When a doctor recommends you take a test or have some
surgery, ask whether the doctor would
suggest that his or her spouse or children go through
such a procedure.Contrary to
popular belief,
doctors can't cure everyone. So why cause unnecessary
pain with surgery I think music and animal
therapy can help more than most doctors imagine.
To stay healthy, always take the
stairs and carry your own stuff. I take two stairs at a time, to get my
muscles moving.
My inspiration is Robert Browning's poem "Abt
Vogler. "My father
used to read it to me. It encourages
us to make big art, not small scribbles. It says to
try to draw a circle so huge that there is no way we
can finish it while we are alive. All we see is an
arch; the rest is beyond our vision but it is there in the
distance.
Pain is mysterious, and having fun
is the best way to forget it. If a child has a toothache, and you start
playing a game together, he or she immediately forgets
the pain. Hospitals must cater to the basic need
of patients: We all want to have fun. At St. Luke's we
have music and animal therapies, and art classes.

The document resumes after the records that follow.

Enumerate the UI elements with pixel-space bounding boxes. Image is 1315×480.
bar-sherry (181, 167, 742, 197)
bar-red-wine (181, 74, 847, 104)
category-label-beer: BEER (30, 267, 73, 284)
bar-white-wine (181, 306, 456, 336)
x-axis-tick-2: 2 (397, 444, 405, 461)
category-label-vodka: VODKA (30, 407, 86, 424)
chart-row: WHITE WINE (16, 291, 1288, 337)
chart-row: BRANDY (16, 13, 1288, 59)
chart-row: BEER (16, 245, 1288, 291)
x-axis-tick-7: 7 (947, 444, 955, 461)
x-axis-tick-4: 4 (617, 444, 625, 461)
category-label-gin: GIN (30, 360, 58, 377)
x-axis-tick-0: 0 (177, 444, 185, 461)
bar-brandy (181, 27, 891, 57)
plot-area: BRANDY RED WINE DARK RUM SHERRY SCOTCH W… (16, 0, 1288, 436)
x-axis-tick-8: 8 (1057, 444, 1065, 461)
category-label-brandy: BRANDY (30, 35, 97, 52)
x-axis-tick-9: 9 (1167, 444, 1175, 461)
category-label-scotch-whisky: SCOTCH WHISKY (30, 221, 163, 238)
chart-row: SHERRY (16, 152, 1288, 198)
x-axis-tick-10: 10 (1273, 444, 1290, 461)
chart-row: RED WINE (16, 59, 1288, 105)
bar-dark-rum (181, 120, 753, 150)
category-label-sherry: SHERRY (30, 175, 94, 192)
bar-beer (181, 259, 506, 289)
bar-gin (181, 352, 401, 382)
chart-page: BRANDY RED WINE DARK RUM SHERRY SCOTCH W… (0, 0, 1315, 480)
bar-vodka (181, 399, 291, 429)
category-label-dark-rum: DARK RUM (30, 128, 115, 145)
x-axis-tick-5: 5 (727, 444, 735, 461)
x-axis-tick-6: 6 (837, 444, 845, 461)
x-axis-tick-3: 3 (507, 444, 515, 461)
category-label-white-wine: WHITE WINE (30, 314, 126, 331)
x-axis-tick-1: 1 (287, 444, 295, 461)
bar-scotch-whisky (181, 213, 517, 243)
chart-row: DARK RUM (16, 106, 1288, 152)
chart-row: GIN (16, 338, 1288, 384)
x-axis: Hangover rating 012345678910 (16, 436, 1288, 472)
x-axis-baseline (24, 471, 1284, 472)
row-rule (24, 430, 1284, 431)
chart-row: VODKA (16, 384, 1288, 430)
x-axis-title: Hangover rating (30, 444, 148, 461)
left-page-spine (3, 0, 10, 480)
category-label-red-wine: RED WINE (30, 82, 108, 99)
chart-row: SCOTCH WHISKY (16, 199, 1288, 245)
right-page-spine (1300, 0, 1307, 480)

Don't be crazy about amassing
material things. Remember: You don't know when your
number is up,
and you can't take it with you to the next place.
Hospitals must be designed and prepared for major disasters, and they must accept every patient who
appears at their doors. We designed St.... Luke's so we
can operate anywhere: in the basement, in the
corridors, in the chapel. Most people thought I
was crazy to prepare for a catastrophe, but on March 20,
1995, I was unfortunately proven right when members of
the Aum Shinrikyu religious cult launched a
terrorist attack in the Tokyo subway. We accepted 740
victims and in two hours figured out that it was
sarin gas that had hit them. Sadly we lost one
person, but we saved 739 lives.
Science alone can't cure or help
people. Science lumps us all together, but
illness is individual. Each
person is unique, and diseases are connected to their
hearts. To know the illness and help people, we
need liberal and visual arts, not just medical ones.
Life is filled with incidents. On March 31, 1970, when I was 59
years old, I boarded the Yodogo, a flight
from Tokyo to Fukuoka. It was a beautiful sunny
morning, and as Mount Fuji came into sight, the plane
was hijacked by the Japanese Communist League-Red Army
Faction. I spent the next four days
handcuffed to my seat in 40-degree heat. As a doctor,
I looked at it all as an experiment and was
amazed at how the body slowed down in a crisis.
Find a role model and aim to achieve even more than
they could ever do. My father went to the United
States in 1900 to study at Duke University in North
Carolina. He was a pioneer and one of my heroes.
Later I found a few more life guides, and when I am
stuck, I ask myself how they would deal with the
problem.
It's wonderful to live long. Until one is 60 years
old, it is easy to work for one's family and to achieve
one's goals. But in our later years, we should strive
to contribute to society at large. Since the age of 65,
I have worked as a volunteer. I still put in 18 hours
seven days a week and love every minute of it.